Laura Lippay’s artwork is bold, expressive and just a little rebellious, somewhat like her own journey in life.
Laura has lived at 26 addresses, and now the artist behind Laura Lippay Art doesn’t have one. She shares a 30-foot Airstream travel trailer with her cat, Ozzy, and splits time between the Poconos and western Florida. Her art studio is a tent.
“I can’t stay still,” Laura says. “I’m always learning. First, I was learning how to paint, and now I’m learning how to paint outside.”
As charming as that sounds, it’s incredibly challenging, especially with unpredictable weather shifts. Wind can make a mess of things in a hurry. Cold weather gear is a must. But Laura embraces it all.
“I took the bedroom out and made it a print shop,” she says.
Laura wanted to study art straight out of high school but wasn’t encouraged.
“Everybody tells you that you can’t make money,” she says.
A few college classes in, Laura dropped out to rollerblade for a promotional company, a job that led to more skating in Boston. Next came a two-year gig with Ringling Bros., as part of its finale act. After that, Laura returned to college at the Art Institute of Philadelphia and studied multimedia, which set her up for a career in Silicon Valley.
It was a cutting-edge time when the dot.com bubble was booming.
Laura was in on the ground floor of search engine optimization, and for more than a decade, fulfilled. She worked for Yahoo and traveled internationally as part of a speaker circuit. By 2014 she grew tired of that lifestyle.
Four years later, “I decided I wanted to use my right brain again,” she says.
Laura has seemingly forever lugged around two halves of a ping-pong table that was set to be trashed. She chose those panels for her initial canvases and experimented with oil pastels, followed by acrylics.
She maintained a job at Netflix and discovered a community of artists in the Poconos that were mentors and friends. Though she finally got into a gallery with her work, she longed to form her identity in the art world.
“Those were my years of discovery,” Laura said.
A collaborative gallery in Milford, Pennsylvania invited her to become a member, and Laura made a plan to quit her job in favor of showing at art fairs in 2025. Only the timeline was interrupted when she got laid off in 2024. She sold her house and took a year to figure out a professional path.
More experimentation led to the depth that defines her painting along with the bold strokes and three-dimensional texture.
“The last thing that I tried was the palate knife,” she said. “Man, I’m so glad I did. It’s so fun.”
That was the game changer she needed. “I found something that I liked to do, and people liked it, too,” Laura says. Her work began selling as fast as she could make it.
Her work is stunning. She excels at creating abstract landscapes that are vibrant and lively, and the texture is inviting to touch.
That process honed her skills in composition and color, yet Laura is eager to continue dabbling while exploring painting and layering. Many of her best-selling pieces resulted from planning everything out beforehand following a deliberate set of steps.
Not surprisingly, Laura is interested in a more spontaneous approach.
“I want to paint layers and layers until I like it,” she says. “I want it to be play. My energy is play. I want to go for it and see what happens.”
Laura looks forward to exhibiting her work and meeting new friends at Rose Squared Art Shows. Her 2026 slate includes Verona Park (May 16-17), Spring Chester Craft Show (May 30-31) and Spring Brookdale Park (June 20-21).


#### EXERCISE DETAILS:
Exact reproduction of the following data is required.

[Stored records]
*****

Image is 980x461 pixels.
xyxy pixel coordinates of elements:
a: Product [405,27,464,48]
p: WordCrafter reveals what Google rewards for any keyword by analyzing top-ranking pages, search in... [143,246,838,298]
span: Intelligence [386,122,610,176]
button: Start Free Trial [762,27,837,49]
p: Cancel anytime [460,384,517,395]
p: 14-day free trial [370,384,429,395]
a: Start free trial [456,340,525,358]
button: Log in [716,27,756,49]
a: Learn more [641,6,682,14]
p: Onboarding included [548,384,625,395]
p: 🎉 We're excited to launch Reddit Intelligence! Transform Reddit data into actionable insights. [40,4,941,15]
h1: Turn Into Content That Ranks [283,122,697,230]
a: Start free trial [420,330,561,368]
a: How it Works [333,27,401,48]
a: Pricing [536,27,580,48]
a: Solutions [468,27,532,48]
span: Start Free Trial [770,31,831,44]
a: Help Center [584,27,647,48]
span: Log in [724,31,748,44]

*****

#### TASK RESPONSE:
Image is 980x461 pixels.
xyxy pixel coordinates of elements:
a: Product [405,27,464,48]
p: WordCrafter reveals what Google rewards for any keyword by analyzing top-ranking pages, search in... [143,246,838,298]
span: Intelligence [386,122,610,176]
button: Start Free Trial [762,27,837,49]
p: Cancel anytime [460,384,517,395]
p: 14-day free trial [370,384,429,395]
a: Start free trial [456,340,525,358]
button: Log in [716,27,756,49]
a: Learn more [641,6,682,14]
p: Onboarding included [548,384,625,395]
p: 🎉 We're excited to launch Reddit Intelligence! Transform Reddit data into actionable insights. [40,4,941,15]
h1: Turn Into Content That Ranks [283,122,697,230]
a: Start free trial [420,330,561,368]
a: How it Works [333,27,401,48]
a: Pricing [536,27,580,48]
a: Solutions [468,27,532,48]
span: Start Free Trial [770,31,831,44]
a: Help Center [584,27,647,48]
span: Log in [724,31,748,44]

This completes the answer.